Friday 17 April 2009

Building a Website for a Grassroots Group

As I've been blogging about recently, I've been building a Drupal-based website for my son's school's Parent Advisory Council (PAC). As a geek, the technical nature of putting together a content management system like Drupal for a site is interesting, and I learned a lot. However, what really interested me is the social aspect of it.

You can't have a business it seems without having a website. That must mean there's value for a business to have a website. But is there value for a grassroots group to have one? If technology truly is neutral, then grassroots groups must be able to benefit from websites. (I'm not sure technology is inherently neutral, but that's another topic.)

When we started, the PAC has a static HTML website updated infrequently by a parent who knew some HTML and how to FTP files to his server. It was out-of-date, since the parent's children had moved on to high school and he was obviously not so active in the PAC. Members of the PAC did want some place to post meeting dates and minutes, and to publicize their activities, so I offered to help out.

We set up a committee with four members. I built a test site under my company's site (jadesystems.ca) and we started to work.

Right from the start a few people really took to it and started to use it in ways that I couldn't keep up with. This included translation into Chinese, especially after I enabled the translation modules in Drupal.

I also set myself up to do screencasts, and posted a number of them. It's still early, but I've got some feedback from people that they find them very useful. For grassroots groups, where you don't site face to face with people every day, I think screencasts are going to prove to be an excellent tool.

I think the main lesson I've learned so far is this: I like Drupal and it's allowed me to do a lot. However, I can't help feeling that I'm writing in assembly language for content management. What I mean is that I've had to learn too much about how the system works to get it to do what I want. We're still a long way from grassroots groups being able to set up a website without someone with technical skills.

My dream would be something analagous to blogging. You simply go to a website and create your own community site. The task is inherently more complicated than setting up a blog, so it will never be as simple, but the skill set should be relatively similar.
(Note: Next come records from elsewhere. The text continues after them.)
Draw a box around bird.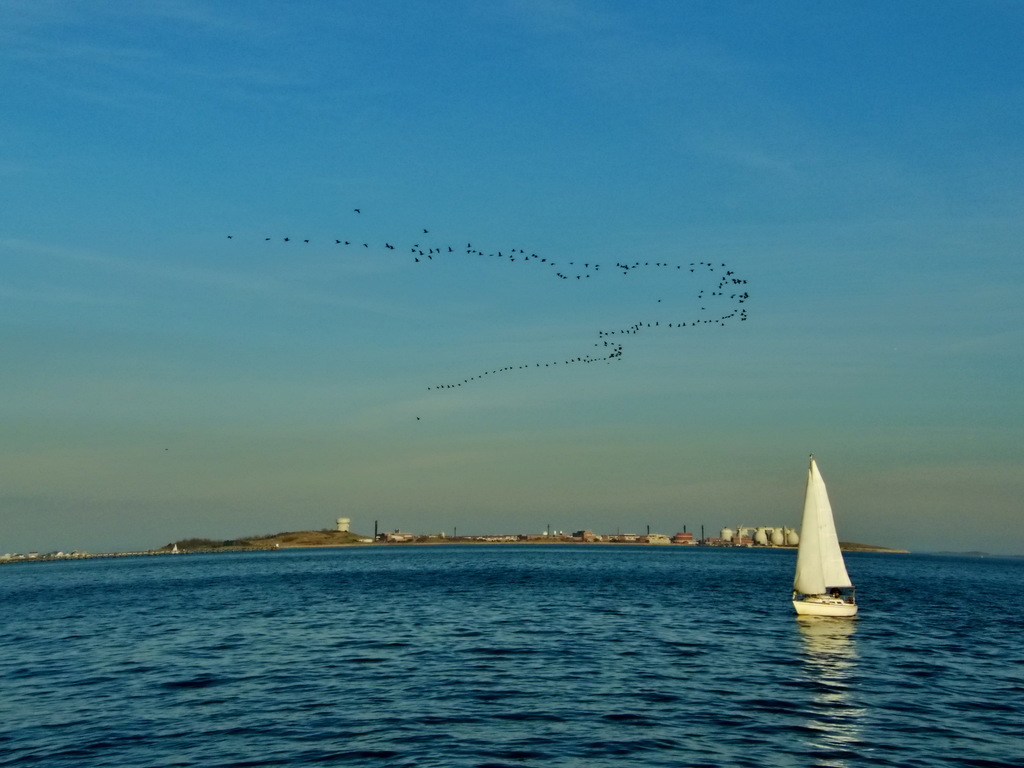
[left=419, top=418, right=419, bottom=419].
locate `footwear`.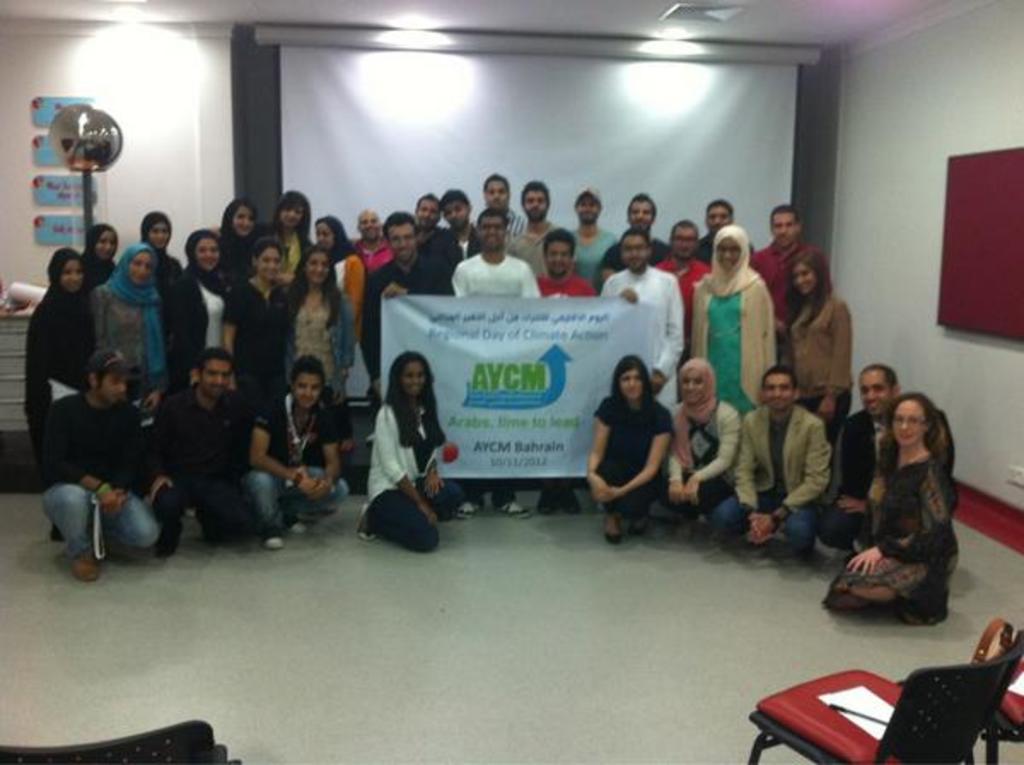
Bounding box: {"x1": 263, "y1": 531, "x2": 287, "y2": 548}.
You should be able to pick and choose based on functions the user wants (e.g. a list of upcoming events), not functions based on how the programmer delivers them (e.g. a Views module with an obtuse and fragile configuration screen that lets you cobble together a list of upcoming events if you bang your head on it long enough).

More on this later.

1 comment:

Andrew McKinlay said...

I've been thinking a lot lately on using Google Sites for some simple web sites. I guess my hope is similar to yours, that it will be as easy and "hands off" as using Blogger. Of course, it means you have to live within the limitations of what they provide, but that may be a reasonable trade off in some cases.